U2 - 'Stay (Faraway, So Close!)'

Wim Wenders must really be a great director if he can make me believe a U2 song is dreamy and lovely. Back in my mid-teens, when I was impressionable in many things but not impressionable enough to buy a U2 album, I consumed ‘Stay (Faraway, So Close!)’ through its Wenders-directed video, and I fell hard for its world-weary romanticism, swooping shots of Berlin, and tender storyline of guardian angels helping tired mortals. It wasn’t enough to make me move to Berlin—I eventually chose Paris—but that promo, plus the continental arthouse films (including Wenders’ own Wings of Desire, to which Faraway, So Close! is the sequel) in the familiar Artificial Eye covers that I rented from my local video stores, fired my imagination: I would leave Ireland and hit out into the aching sophistication of old-world Europe. And I did.

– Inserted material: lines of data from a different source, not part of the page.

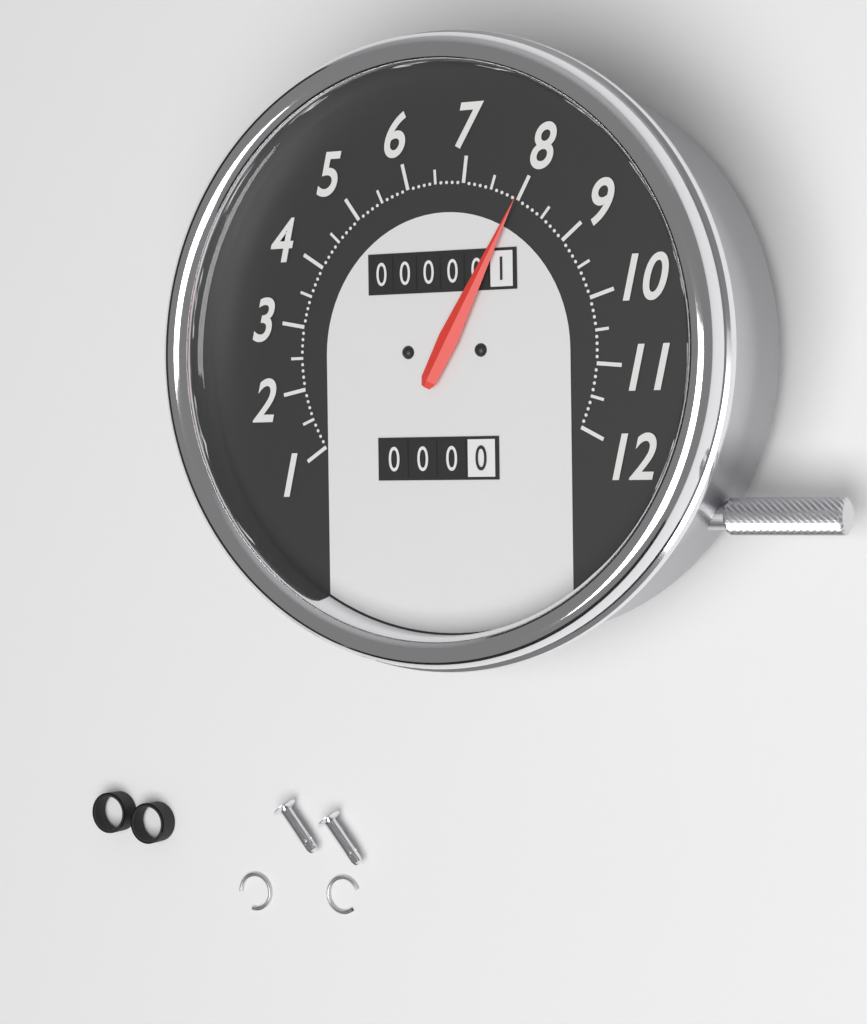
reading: 8.0 (no unit)
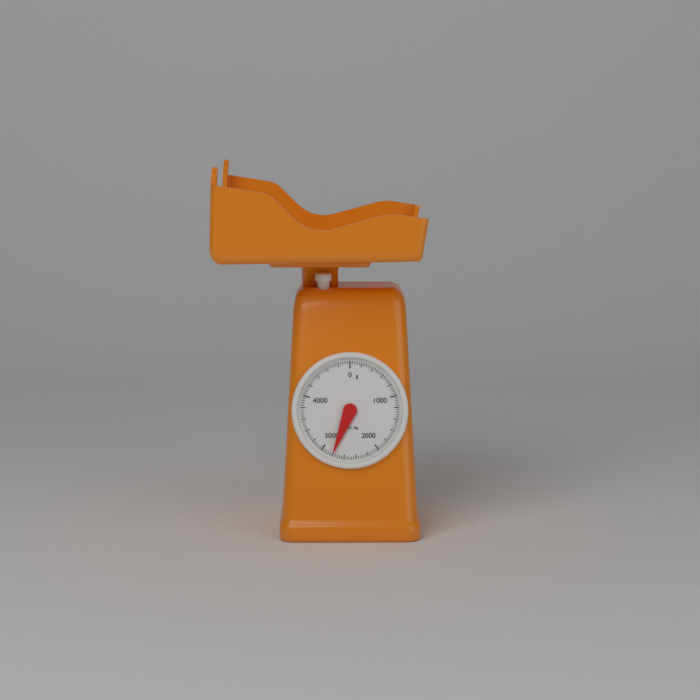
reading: 2800 g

Maybe I’ve grown jaded and cynical—Paris does that to you—but listening back to ‘Stay (Faraway, So Close!)’ today I hear its clunky, contrived verses (“You stop in for a pack of cigarettes / You don’t smoke, don’t even want to / Hey now, check your change”) that are more to do with Americana (7-Eleven, “talk shows”, Miami, New Orleans) than Europe. The big, soaring chorus and “oh-oh-oh-oh” refrain are effective but not very fresh or original: I feel I’m being led along to a purely calculated moment. That said, the video (below) is still lovely, although the less said about the CD artwork (above) the better. And I still haven’t been to Berlin.